A visual poet with a penchant for knockabout brawling, an idealist who gravitated to tales of melancholic loss, a notorious tyrant who cultivated long friendships, a nineteenth-century sensibility revered by many a hardcore modernist: John Ford, as they say, contained multitudes.

By Monty Majeed | June 26, 2015
Festival Dispatch

Kashish has grown into south Asia’s biggest queer film festival, was voted as one of the top five LGBT festivals in the world, and is today India’s only LGBT film festival given official permission to be held in a mainstream cinema hall.

Yang’s games are explicitly political, explicitly homoerotic, explicitly masculine. They are technologically proficient and artistically confident. They are some of the most exciting works produced in the video game form in recent times, and are well worth engaging with.

By Jordan Cronk | June 11, 2015
Festival Dispatch

Arabian Nights is essentially composed of a series of indulgences and digressions—some angry and some absurd, all imaginatively composed and unconcerned with the boundaries of traditional storytelling.

By Morad Moazami | June 9, 2015
At the Museum

Mad Men is about a young nation’s dubious promise and potential for continual reinvention, and the desire this instills in the individual to forget one’s history and past, and in its place, construct another life and identity afresh.

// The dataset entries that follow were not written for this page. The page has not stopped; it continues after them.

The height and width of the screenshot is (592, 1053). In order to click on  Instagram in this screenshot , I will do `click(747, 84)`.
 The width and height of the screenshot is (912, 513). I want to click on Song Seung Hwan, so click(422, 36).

By Sean Flynn | May 27, 2015
At the Museum

The “Sensory Stories” exhibit at Museum of the Moving Image is a playground for visitors of all ages to have personal encounters with emerging media technologies, novel interfaces, and experimental narrative forms that haven’t yet stabilized as familiar conventions.

By Jordan Cronk | May 21, 2015
Festival Dispatch

The strain from the unfortunate state of worldwide film funding has been felt more than ever at this year’s festival. Features Louder Than Bombs, In the Shadow of Women, One Floor Below.

Alien: Isolation’s ingenuity as a work that adapts a film to a video game is in its tacit acknowledgment that the player knows what is going to happen in this universe. It’s a retread of the original film, but one that is aware it is a retread.

By Fernando F. Croce | April 17, 2015
At the Museum

Face originated as part of a program of cinematic projects commissioned by and filmed in the Louvre . . . virtually each shot is an autonomous set piece, not so much building blocks in a linear storyline as visual-aural objects whose splendor works to mitigate the pervasive mood of despair.

By Chris Wisniewski | April 16, 2015
At the Museum

To the extent that Weiner conceived Peggy as a proto second wave feminist, one can see The Best of Everything’s Caroline as the template from which she is fashioned.

By Eric Hynes | April 14, 2015
Festival Dispatch

It was when winter finally started conceding to spring, with arctic temperatures reversing course overnight into short-sleeve weather and blinding sunshine, that word came through that Albert Maysles had passed away.

The rampant gentrification experienced in Berlin over the last decade has taken a heavy toll on the city’s much-touted cultural diversity. Yet, one area that’s proved remarkably resilient is film—or, more specifically, film-watching.

By Michael Koresky | March 13, 2015
At the Museum

There’s a central, important contradiction to the show, which is our ad-exec main character feels enormously, existentially detached from the materiality of everyday life—the very things, concepts, and ideas he is meant to be hawking (except, perhaps, for Hershey bars).

By Damon Smith | March 2, 2015

Science, art, and the spiritual have been linked for centuries across pictorial traditions, but they achieve a unique synthesis in 2001: A Space Odyssey, an audaciously cerebral epic that, whenever seen or contemplated in its original 70mm format, never feels like anything less than a miracle of human imagination.